But, why? Good question. You might have noticed that I used N’0002T9′ which is a nvarchar type – which is what .NET would pass to your query if your parameter is of type string. If you look closer to the execution plan, you’ll see that SQL Server has to do a CONVERT_IMPLICIT on each row of this column, effectively invalidates the index.
If we pass ‘0002T9’ without the notion though, it works as it should, this can cause the confusion as it works during development, but once deployed it is much slower
To see the difference we can run the queries side by side. Note that this is for a very simple table with 130k rows.

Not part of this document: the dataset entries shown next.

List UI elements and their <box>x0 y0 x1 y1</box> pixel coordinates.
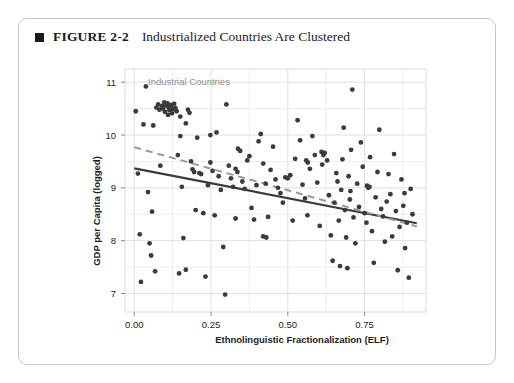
data-point <box>332 200 337 205</box>
data-point <box>216 174 221 179</box>
data-point <box>226 163 231 168</box>
data-point <box>410 212 415 217</box>
data-point <box>348 189 353 194</box>
data-point <box>325 158 330 163</box>
data-point <box>245 158 250 163</box>
data-point <box>149 253 154 258</box>
data-point <box>392 152 397 157</box>
data-point <box>178 114 183 119</box>
data-point <box>247 154 252 159</box>
data-point <box>136 171 141 176</box>
data-point <box>235 170 240 175</box>
data-point <box>343 208 348 213</box>
data-point <box>183 121 188 126</box>
data-point <box>212 213 217 218</box>
data-point <box>403 246 408 251</box>
x-tick-labels: 0.000.250.500.75 <box>125 319 374 330</box>
data-point <box>357 204 362 209</box>
data-point <box>315 180 320 185</box>
data-point <box>206 183 211 188</box>
data-point <box>199 172 204 177</box>
x-axis-title: Ethnolinguistic Fractionalization (ELF) <box>215 334 389 345</box>
data-point <box>298 138 303 143</box>
data-point <box>310 134 315 139</box>
data-point <box>264 235 269 240</box>
data-point <box>373 195 378 200</box>
data-point <box>278 191 283 196</box>
data-point <box>305 160 310 165</box>
data-point <box>266 215 271 220</box>
data-point <box>187 110 192 115</box>
data-point <box>240 179 245 184</box>
data-point <box>273 177 278 182</box>
data-point <box>139 279 144 284</box>
data-point <box>276 185 281 190</box>
data-point <box>334 171 339 176</box>
data-point <box>189 159 194 164</box>
data-point <box>340 157 345 162</box>
data-point <box>172 101 177 106</box>
data-point <box>381 214 386 219</box>
data-point <box>192 170 197 175</box>
data-point <box>408 187 413 192</box>
data-point <box>258 132 263 137</box>
data-point <box>133 109 138 114</box>
data-point <box>242 187 247 192</box>
data-point <box>263 181 268 186</box>
data-point <box>355 181 360 186</box>
data-point <box>254 183 259 188</box>
data-point <box>320 162 325 167</box>
data-point <box>367 184 372 189</box>
data-point <box>203 274 208 279</box>
data-point <box>261 161 266 166</box>
data-point <box>362 211 367 216</box>
data-point <box>401 203 406 208</box>
data-point <box>405 220 410 225</box>
data-point <box>271 144 276 149</box>
data-point <box>394 209 399 214</box>
data-point <box>399 177 404 182</box>
data-point <box>370 229 375 234</box>
data-point <box>382 239 387 244</box>
data-point <box>181 236 186 241</box>
data-point <box>249 206 254 211</box>
data-point <box>218 188 223 193</box>
data-point <box>280 200 285 205</box>
data-point <box>183 267 188 272</box>
data-point <box>233 216 238 221</box>
data-point <box>330 258 335 263</box>
data-point <box>312 153 317 158</box>
data-point <box>379 207 384 212</box>
data-point <box>406 275 411 280</box>
data-point <box>371 260 376 265</box>
data-point <box>177 271 182 276</box>
data-point <box>178 134 183 139</box>
x-tick-label: 0.25 <box>202 319 221 330</box>
data-point <box>395 268 400 273</box>
data-point <box>353 241 358 246</box>
data-point <box>368 155 373 160</box>
data-point <box>208 160 213 165</box>
data-point <box>221 245 226 250</box>
data-point <box>268 168 273 173</box>
data-point <box>295 118 300 123</box>
data-point <box>388 192 393 197</box>
data-point <box>201 211 206 216</box>
data-point <box>377 127 382 132</box>
data-point <box>224 102 229 107</box>
annotation-industrial-countries: Industrial Countries <box>148 76 230 87</box>
data-point <box>208 133 213 138</box>
y-tick-label: 7 <box>111 288 116 299</box>
data-point <box>358 140 363 145</box>
data-point <box>341 125 346 130</box>
data-point <box>153 269 158 274</box>
data-point <box>256 139 261 144</box>
chart-svg: Industrial Countries 0.000.250.500.75 78… <box>19 19 497 366</box>
data-point <box>141 122 146 127</box>
data-point <box>335 179 340 184</box>
data-point <box>137 232 142 237</box>
data-point <box>321 153 326 158</box>
data-point <box>238 148 243 153</box>
data-point <box>336 218 341 223</box>
data-point <box>231 184 236 189</box>
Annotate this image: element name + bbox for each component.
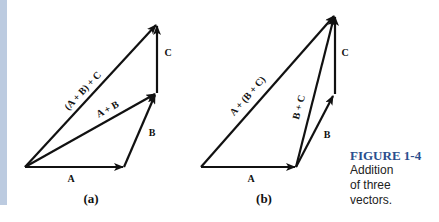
caption-line: of three [350,178,439,193]
vector-ab-plus-c [25,25,156,167]
label-a: A [247,173,255,184]
vector-b-plus-c [296,17,334,167]
figure-number: FIGURE 1-4 [350,148,439,163]
label-c: C [164,47,171,58]
figure-caption: FIGURE 1-4 Addition of three vectors. [350,148,439,208]
caption-line: Addition [350,163,439,178]
caption-line: vectors. [350,193,439,208]
panel-a: A B C A + B (A + B) + C (a) [25,25,172,206]
label-b: B [324,129,331,140]
label-ab-plus-c: (A + B) + C [62,69,104,113]
label-b-plus-c: B + C [290,94,307,121]
panel-a-sublabel: (a) [83,191,98,206]
label-c: C [341,47,348,58]
label-a: A [67,173,75,184]
panel-b: A B C B + C A + (B + C) (b) [201,16,349,206]
label-b: B [149,127,156,138]
panel-b-sublabel: (b) [256,191,272,206]
vector-a-plus-b [25,94,155,167]
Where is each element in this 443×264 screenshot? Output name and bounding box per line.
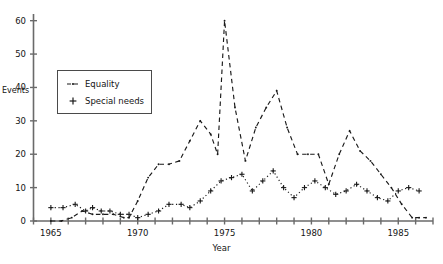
y-tick-label: 40	[4, 82, 26, 92]
line-chart-plot	[0, 0, 443, 264]
y-tick-label: 60	[4, 16, 26, 26]
x-tick-label: 1965	[31, 228, 71, 238]
y-tick-label: 30	[4, 116, 26, 126]
x-tick-label: 1980	[291, 228, 331, 238]
axis-lines	[33, 14, 433, 221]
legend-item-equality: Equality	[66, 78, 119, 90]
y-tick-label: 20	[4, 149, 26, 159]
legend-label-equality: Equality	[85, 79, 119, 89]
legend-label-special-needs: Special needs	[85, 96, 144, 106]
dotted-line-plus-marker-icon	[66, 96, 80, 106]
y-tick-label: 50	[4, 49, 26, 59]
series-equality	[50, 20, 427, 222]
y-tick-label: 10	[4, 183, 26, 193]
legend-item-special-needs: Special needs	[66, 95, 144, 107]
data-series-layer	[48, 20, 427, 222]
chart-legend: Equality Special needs	[57, 70, 152, 114]
series-special-needs	[48, 168, 421, 220]
chart-container: Events Year 0102030405060 19651970197519…	[0, 0, 443, 264]
x-axis-title: Year	[0, 243, 443, 253]
dashed-line-dot-marker-icon	[66, 79, 80, 89]
y-tick-label: 0	[4, 216, 26, 226]
x-tick-label: 1985	[378, 228, 418, 238]
x-tick-label: 1970	[118, 228, 158, 238]
x-tick-label: 1975	[205, 228, 245, 238]
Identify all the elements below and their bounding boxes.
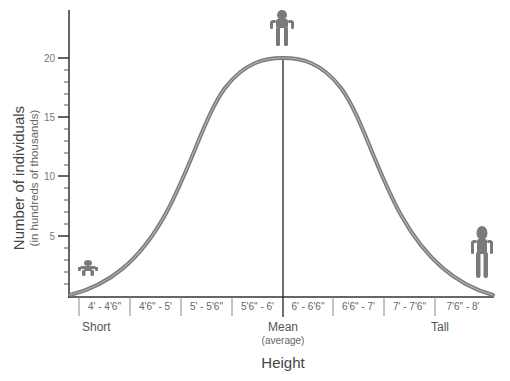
y-tick-20: 20 bbox=[44, 53, 56, 64]
category-label: 4' - 4'6" bbox=[88, 301, 121, 312]
category-label: 6' - 6'6" bbox=[292, 301, 325, 312]
category-label: 7'6" - 8' bbox=[447, 301, 480, 312]
mean-sublabel: (average) bbox=[262, 335, 305, 346]
y-major-ticks bbox=[58, 58, 69, 236]
tall-label: Tall bbox=[431, 320, 449, 334]
short-label: Short bbox=[82, 320, 111, 334]
category-label: 4'6" - 5' bbox=[139, 301, 172, 312]
y-axis-label: Number of individuals bbox=[10, 106, 27, 250]
y-tick-15: 15 bbox=[44, 112, 56, 123]
average-person-icon bbox=[270, 10, 294, 46]
category-label: 7' - 7'6" bbox=[393, 301, 426, 312]
tall-person-icon bbox=[471, 226, 493, 278]
category-label: 5' - 5'6" bbox=[190, 301, 223, 312]
category-label: 6'6" - 7' bbox=[342, 301, 375, 312]
x-axis-label: Height bbox=[261, 354, 305, 371]
y-tick-5: 5 bbox=[49, 231, 55, 242]
height-distribution-chart: Number of individuals (in hundreds of th… bbox=[0, 0, 510, 381]
short-person-icon bbox=[78, 260, 98, 276]
category-label: 5'6" - 6' bbox=[241, 301, 274, 312]
bell-curve bbox=[70, 58, 493, 295]
mean-label: Mean bbox=[268, 320, 298, 334]
y-tick-10: 10 bbox=[44, 171, 56, 182]
y-axis-sublabel: (in hundreds of thousands) bbox=[28, 109, 40, 246]
y-axis-title: Number of individuals (in hundreds of th… bbox=[10, 106, 40, 250]
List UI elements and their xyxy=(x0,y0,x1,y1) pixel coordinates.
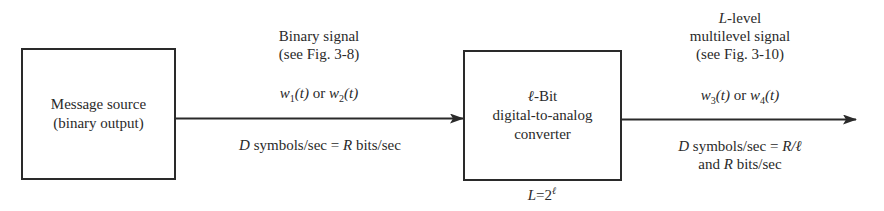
dac-block: ℓ-Bit digital-to-analog converter xyxy=(463,50,622,181)
dac-label-line2: digital-to-analog xyxy=(493,106,593,125)
multilevel-signal-title: L-level multilevel signal (see Fig. 3-10… xyxy=(640,9,840,63)
source-label-line1: Message source xyxy=(51,95,146,114)
dac-label-line1: ℓ-Bit xyxy=(528,87,558,106)
multilevel-waveforms: w3(t) or w4(t) xyxy=(640,86,840,104)
binary-signal-title: Binary signal (see Fig. 3-8) xyxy=(219,27,419,63)
source-label-line2: (binary output) xyxy=(53,114,143,133)
dac-levels-label: L=2ℓ xyxy=(500,186,584,204)
dac-label-line3: converter xyxy=(514,125,571,144)
message-source-block: Message source (binary output) xyxy=(21,48,176,180)
binary-waveforms: w1(t) or w2(t) xyxy=(219,84,419,102)
multilevel-rate: D symbols/sec = R/ℓ and R bits/sec xyxy=(640,137,840,173)
binary-rate: D symbols/sec = R bits/sec xyxy=(170,136,470,154)
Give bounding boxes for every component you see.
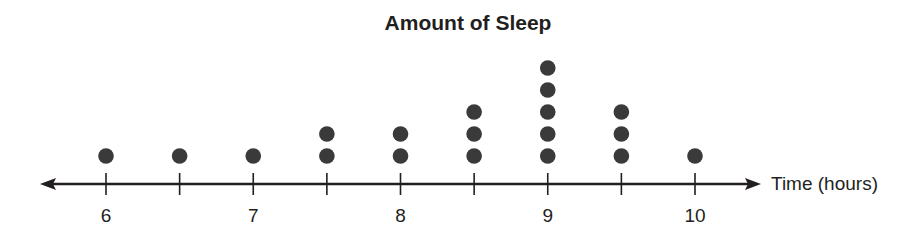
data-dot: [540, 104, 556, 120]
data-dot: [393, 126, 409, 142]
data-dot: [540, 82, 556, 98]
data-dot: [614, 104, 630, 120]
tick-label: 9: [542, 205, 553, 226]
data-dot: [687, 148, 703, 164]
data-dot: [540, 126, 556, 142]
data-dot: [466, 104, 482, 120]
tick-label: 10: [684, 205, 705, 226]
data-dots: [98, 60, 703, 164]
data-dot: [98, 148, 114, 164]
data-dot: [245, 148, 261, 164]
axis-tick-labels: 678910: [101, 205, 706, 226]
data-dot: [614, 148, 630, 164]
data-dot: [393, 148, 409, 164]
data-dot: [466, 126, 482, 142]
tick-label: 8: [395, 205, 406, 226]
data-dot: [172, 148, 188, 164]
data-dot: [319, 126, 335, 142]
data-dot: [540, 60, 556, 76]
tick-label: 7: [248, 205, 259, 226]
data-dot: [540, 148, 556, 164]
data-dot: [319, 148, 335, 164]
data-dot: [466, 148, 482, 164]
data-dot: [614, 126, 630, 142]
x-axis-label: Time (hours): [771, 173, 878, 194]
tick-label: 6: [101, 205, 112, 226]
dot-plot: 678910 Time (hours): [0, 0, 916, 240]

If you have a few millions or more rows, the difference will be even bigger.
What’s about the vice versa? If we have data as nvarchar(100) but the parameter is passed as varchar ? SQL Server can handle it with ease. It simply converts the parameters to nvarchar and does an index seek, as it should
So moral of the story? Unless you have strong reasons to use varchar (or char ), stick with nvarchar (or nchar ) to avoid complications with data type conversion which can, and will hurt your database performance.
Let’s take a break from the memory allocation, and do some optimization on another aspect, yet as important (if not even more important) – database.
We all know that database queries play an essential part in any serious app. It’s almost a given that if you want your app to perform well, your database queries must also perform well. And for them to perform well, you need things like proper design (normalization, references etc.), properly written queries, and proper indexes. In this post, we will explore how an index can improve query performance, and how can we do it better.
Let’s start with a fairly simple table design
CREATE TABLE [dbo].[UniqueCoupon](
[Id] [int] identity primary key clustered,
[PromotionId] [int] NOT NULL,
[Code] [nvarchar](10) NOT NULL,
[ExpiredOn] [datetime] NULL,
[Redeemed] [bit] NULL
) ON [PRIMARY]
Nothing extraordinary here, pretty common if you ask me. Now for testing purpose, let’s insert 1.000.000 rows into it
INSERT INTO dbo.[UniqueCoupon] (PromotionId, Code)
SELECT
FLOOR(RAND()*(100)+1),
SUBSTRING(CONVERT(varchar(255), NEWID()), 0, 7)
GO 1000000
We need to query data by the code, so let’s create an user defined type
CREATE TYPE CouponTable AS TABLE (
Code NVARCHAR(10));
Time to run some query against data, let’s go with this
SELECT Id, PromotionId, Code, ExpiredOn, Redeemed FROM dbo.UniqueCoupons
WHERE PromotionId = @PromotionId AND Code in (SELECT Code FROM @Data)
This is the complete query as we need some data
declare @data CouponTable
insert into @data
select top 10 code from dbo.UniqueCoupon
where promotionid = 36
SELECT Id, PromotionId, Code, ExpiredOn, Redeemed FROM dbo.UniqueCoupon
WHERE PromotionId = 36 AND Code in (SELECT Code FROM @Data)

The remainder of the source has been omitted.